As rights groups decry Supreme Court decision, Pentagon says not all trans troops are banned

While transgender rights advocates are denouncing the decision Tuesday by the U.S. Supreme Court to allow the Pentagon to temporarily implement a policy barring some transgender individuals from military service, the Pentagon says currently-serving transgender troops will not be kicked out.

“As always, we treat all transgender persons with respect and dignity,” said a statement issued shortly after the high court’s decision. “DoD’s proposed policy is NOT a ban on service by transgender persons.”

After President Trump tweeted in 2017 his intention to ban all service by transgender troops, reversing an Obama administration policy, then-Defense Secretary Jim Mattis fashioned a compromise policy that allowed current serving troops to remain, along with new recruits who were willing to serve in their biological birth gender.

The policy would ban most individuals “with a history or diagnosis of gender dysphoria,” who require substantial medical treatment, including medications and surgery.

The implementation of that 2018 policy has been delayed by four separate lawsuits by transgender rights groups who argue the policy is discriminatory and not based on sound medical science.

Tuesday’s Supreme Court ruling is not the final disposition of the issue, but lifts all the temporary injections that had been blocking the policy from being put into effect.

The Pentagon did not immediately say how soon the rules might become operative, but stressed that the overriding concern in maintaining the highest levels of combat effectiveness.

“It is critical that DoD be permitted to implement personnel policies that it determines are necessary to ensure the most lethal and combat effective fighting force in the world,” the statement said. “DoD’s proposed policy is based on professional military judgment and will ensure that the U.S. Armed Forces remain the most lethal and combat effective fighting force in the world.”

Advocates for transgender troops argue that there is no diminution of effectiveness by allowing troops who have changed their gender identify to serve in the armed forces.

“For more than 30 months, transgender troops have been serving our country openly with valor and distinction, but now the rug has been ripped out from under them, once again,” said Peter Renn, an attorney with the group Lambda Legal. “We will redouble our efforts to send this discriminatory ban to the trash heap of history where it belongs.”

“Multiple federal courts have recognized that excluding qualified individuals simply because they are transgender is contrary to basic constitutional principles of equality and fairness,” said Shannon Minter, legal director of National Center for Lesbian Rights, one of the groups representing transgender plaintiffs.

Other groups called on the Pentagon not to enforce the ban, until the legal arguments are exhausted, and even after that.

“It’s critical to understand that the military is not required, and has no need, to reinstate the transgender ban, which would cause destabilizing whipsaws in personnel policy,” said Aaron Belkin, director of the Palm Center.

“The Defense Department should not reinstate the transgender ban because it would undermine readiness, cause significant disruptions and uncertainty, deprive the military of much-needed talent, and wreak havoc with the lives and careers of the 14,700 transgender troops bravely protecting our nation’s security,” Belkin said.

Attorneys from GLBTQ Legal Advocates & Defenders and National Center for Lesbian Rights are among the groups representing plaintiffs in cases challenging the ban.

“The Trump administration’s cruel obsession with ridding our military of dedicated and capable service members because they happen to be transgender defies reason and cannot survive legal review,” said Jennifer Levi director of GLBTQ Legal Advocates & Defenders or “GLAD.”

“The Supreme Court’s decisions today are perplexing to say the least: on the one hand denying the Trump administration’s premature request for review of lower court rulings before appellate courts have ruled and rebuffing the administration’s attempt to skirt established rules; and yet on the other allowing the administration to begin to discriminate, at least for now, as the litigation plays out,” said Renn.

“We will redouble our efforts to send this discriminatory ban to the trash heap of history where it belongs.”

The decision drew an immediate rebuke from the new chairman of the House Armed Services Committee, now controlled by Democrats.

“I am extremely disappointed in the Supreme Court’s decision to allow the Trump administration to enforce its discriminatory ban on transgender military service without proper due process in the courts,” said Rep. Adam Smith, D-Wash. “Anyone who is qualified and willing should be allowed to serve their country openly, without their career being affected by an arbitrary, discriminatory directive from the President. We have fought against this bigoted policy at every step, and we will continue to do so.”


# Task statement
Quote every line of the data below as it stands, omitting pictures.

# Data to process
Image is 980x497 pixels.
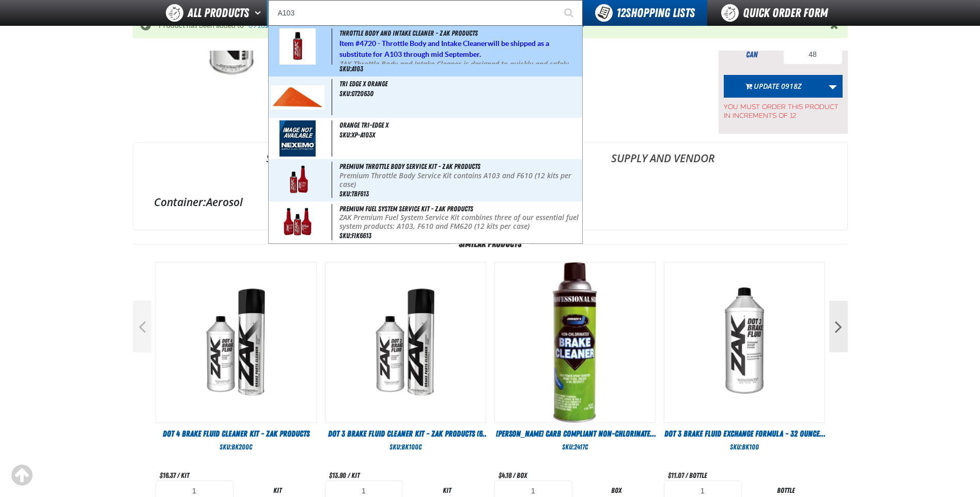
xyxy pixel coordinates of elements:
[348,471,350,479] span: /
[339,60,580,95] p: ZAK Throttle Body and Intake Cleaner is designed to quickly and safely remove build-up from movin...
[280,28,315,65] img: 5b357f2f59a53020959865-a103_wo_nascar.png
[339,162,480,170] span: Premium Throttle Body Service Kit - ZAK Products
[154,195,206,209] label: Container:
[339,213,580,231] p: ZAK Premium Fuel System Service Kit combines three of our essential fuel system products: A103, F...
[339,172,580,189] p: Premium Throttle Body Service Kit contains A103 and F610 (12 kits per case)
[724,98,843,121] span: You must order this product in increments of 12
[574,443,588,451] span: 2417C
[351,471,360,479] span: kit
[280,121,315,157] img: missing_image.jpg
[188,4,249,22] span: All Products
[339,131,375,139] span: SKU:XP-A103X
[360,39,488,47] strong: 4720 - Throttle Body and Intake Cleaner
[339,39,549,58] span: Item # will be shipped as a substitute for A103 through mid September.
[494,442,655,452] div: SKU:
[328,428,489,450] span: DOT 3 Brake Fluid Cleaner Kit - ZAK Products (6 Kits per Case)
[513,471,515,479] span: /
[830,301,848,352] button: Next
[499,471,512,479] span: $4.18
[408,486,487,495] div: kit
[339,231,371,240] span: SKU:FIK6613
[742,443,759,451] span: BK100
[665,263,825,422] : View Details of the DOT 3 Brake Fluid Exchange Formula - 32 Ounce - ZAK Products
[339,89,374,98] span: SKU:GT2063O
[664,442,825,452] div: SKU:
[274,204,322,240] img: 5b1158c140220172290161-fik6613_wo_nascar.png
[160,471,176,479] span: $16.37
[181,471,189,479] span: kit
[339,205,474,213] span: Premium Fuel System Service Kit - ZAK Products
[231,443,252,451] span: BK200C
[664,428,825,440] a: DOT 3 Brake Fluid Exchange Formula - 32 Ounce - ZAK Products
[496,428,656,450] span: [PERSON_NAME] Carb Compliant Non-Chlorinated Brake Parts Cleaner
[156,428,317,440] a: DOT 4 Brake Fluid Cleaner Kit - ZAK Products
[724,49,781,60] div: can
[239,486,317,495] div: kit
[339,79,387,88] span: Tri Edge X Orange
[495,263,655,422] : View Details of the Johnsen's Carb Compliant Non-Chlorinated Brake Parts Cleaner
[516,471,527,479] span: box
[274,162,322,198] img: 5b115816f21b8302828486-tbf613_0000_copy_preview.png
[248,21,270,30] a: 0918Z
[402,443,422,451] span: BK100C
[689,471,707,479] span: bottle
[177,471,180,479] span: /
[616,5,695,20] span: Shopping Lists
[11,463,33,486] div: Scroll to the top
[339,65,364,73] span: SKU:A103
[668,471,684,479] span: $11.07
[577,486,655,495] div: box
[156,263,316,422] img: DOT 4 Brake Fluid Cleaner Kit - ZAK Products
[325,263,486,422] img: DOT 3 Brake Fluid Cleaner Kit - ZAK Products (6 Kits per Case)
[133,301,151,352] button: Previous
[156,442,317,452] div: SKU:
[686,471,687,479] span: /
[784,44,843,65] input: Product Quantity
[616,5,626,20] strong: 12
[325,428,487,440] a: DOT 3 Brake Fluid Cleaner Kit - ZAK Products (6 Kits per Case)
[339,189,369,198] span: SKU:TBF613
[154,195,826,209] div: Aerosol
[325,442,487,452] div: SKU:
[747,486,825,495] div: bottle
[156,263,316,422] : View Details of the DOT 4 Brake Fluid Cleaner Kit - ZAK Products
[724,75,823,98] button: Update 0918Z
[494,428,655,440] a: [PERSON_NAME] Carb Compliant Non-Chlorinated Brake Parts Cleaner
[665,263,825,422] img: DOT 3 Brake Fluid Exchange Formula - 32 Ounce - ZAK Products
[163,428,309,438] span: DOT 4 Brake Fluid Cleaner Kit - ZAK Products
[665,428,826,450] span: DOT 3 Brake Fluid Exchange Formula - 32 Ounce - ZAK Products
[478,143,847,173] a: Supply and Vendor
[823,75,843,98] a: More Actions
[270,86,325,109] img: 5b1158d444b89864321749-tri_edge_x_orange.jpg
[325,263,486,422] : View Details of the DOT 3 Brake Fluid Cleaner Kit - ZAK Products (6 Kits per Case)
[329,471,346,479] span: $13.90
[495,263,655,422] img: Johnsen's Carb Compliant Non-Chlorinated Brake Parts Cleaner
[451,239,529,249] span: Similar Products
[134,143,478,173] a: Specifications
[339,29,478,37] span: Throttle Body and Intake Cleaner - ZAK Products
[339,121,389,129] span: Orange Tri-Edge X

# Solved problem
Image is 980x497 pixels.
xyxy pixel coordinates of elements:
[348,471,350,479] span: /
[339,60,580,95] p: ZAK Throttle Body and Intake Cleaner is designed to quickly and safely remove build-up from movin...
[280,28,315,65] img: 5b357f2f59a53020959865-a103_wo_nascar.png
[339,162,480,170] span: Premium Throttle Body Service Kit - ZAK Products
[154,195,206,209] label: Container:
[339,213,580,231] p: ZAK Premium Fuel System Service Kit combines three of our essential fuel system products: A103, F...
[339,172,580,189] p: Premium Throttle Body Service Kit contains A103 and F610 (12 kits per case)
[724,98,843,121] span: You must order this product in increments of 12
[574,443,588,451] span: 2417C
[351,471,360,479] span: kit
[280,121,315,157] img: missing_image.jpg
[188,4,249,22] span: All Products
[339,131,375,139] span: SKU:XP-A103X
[360,39,488,47] strong: 4720 - Throttle Body and Intake Cleaner
[339,39,549,58] span: Item # will be shipped as a substitute for A103 through mid September.
[494,442,655,452] div: SKU:
[328,428,489,450] span: DOT 3 Brake Fluid Cleaner Kit - ZAK Products (6 Kits per Case)
[513,471,515,479] span: /
[830,301,848,352] button: Next
[499,471,512,479] span: $4.18
[408,486,487,495] div: kit
[339,231,371,240] span: SKU:FIK6613
[742,443,759,451] span: BK100
[665,263,825,422] : View Details of the DOT 3 Brake Fluid Exchange Formula - 32 Ounce - ZAK Products
[339,89,374,98] span: SKU:GT2063O
[664,442,825,452] div: SKU:
[274,204,322,240] img: 5b1158c140220172290161-fik6613_wo_nascar.png
[160,471,176,479] span: $16.37
[181,471,189,479] span: kit
[339,205,474,213] span: Premium Fuel System Service Kit - ZAK Products
[231,443,252,451] span: BK200C
[664,428,825,440] a: DOT 3 Brake Fluid Exchange Formula - 32 Ounce - ZAK Products
[496,428,656,450] span: [PERSON_NAME] Carb Compliant Non-Chlorinated Brake Parts Cleaner
[156,428,317,440] a: DOT 4 Brake Fluid Cleaner Kit - ZAK Products
[724,49,781,60] div: can
[239,486,317,495] div: kit
[339,79,387,88] span: Tri Edge X Orange
[495,263,655,422] : View Details of the Johnsen's Carb Compliant Non-Chlorinated Brake Parts Cleaner
[516,471,527,479] span: box
[274,162,322,198] img: 5b115816f21b8302828486-tbf613_0000_copy_preview.png
[248,21,270,30] a: 0918Z
[402,443,422,451] span: BK100C
[689,471,707,479] span: bottle
[177,471,180,479] span: /
[616,5,695,20] span: Shopping Lists
[11,463,33,486] div: Scroll to the top
[339,65,364,73] span: SKU:A103
[668,471,684,479] span: $11.07
[577,486,655,495] div: box
[156,263,316,422] img: DOT 4 Brake Fluid Cleaner Kit - ZAK Products
[325,263,486,422] img: DOT 3 Brake Fluid Cleaner Kit - ZAK Products (6 Kits per Case)
[133,301,151,352] button: Previous
[156,442,317,452] div: SKU:
[686,471,687,479] span: /
[784,44,843,65] input: Product Quantity
[616,5,626,20] strong: 12
[325,428,487,440] a: DOT 3 Brake Fluid Cleaner Kit - ZAK Products (6 Kits per Case)
[339,189,369,198] span: SKU:TBF613
[154,195,826,209] div: Aerosol
[325,442,487,452] div: SKU:
[747,486,825,495] div: bottle
[156,263,316,422] : View Details of the DOT 4 Brake Fluid Cleaner Kit - ZAK Products
[724,75,823,98] button: Update 0918Z
[494,428,655,440] a: [PERSON_NAME] Carb Compliant Non-Chlorinated Brake Parts Cleaner
[665,263,825,422] img: DOT 3 Brake Fluid Exchange Formula - 32 Ounce - ZAK Products
[163,428,309,438] span: DOT 4 Brake Fluid Cleaner Kit - ZAK Products
[665,428,826,450] span: DOT 3 Brake Fluid Exchange Formula - 32 Ounce - ZAK Products
[478,143,847,173] a: Supply and Vendor
[823,75,843,98] a: More Actions
[270,86,325,109] img: 5b1158d444b89864321749-tri_edge_x_orange.jpg
[325,263,486,422] : View Details of the DOT 3 Brake Fluid Cleaner Kit - ZAK Products (6 Kits per Case)
[329,471,346,479] span: $13.90
[495,263,655,422] img: Johnsen's Carb Compliant Non-Chlorinated Brake Parts Cleaner
[451,239,529,249] span: Similar Products
[134,143,478,173] a: Specifications
[339,29,478,37] span: Throttle Body and Intake Cleaner - ZAK Products
[339,121,389,129] span: Orange Tri-Edge X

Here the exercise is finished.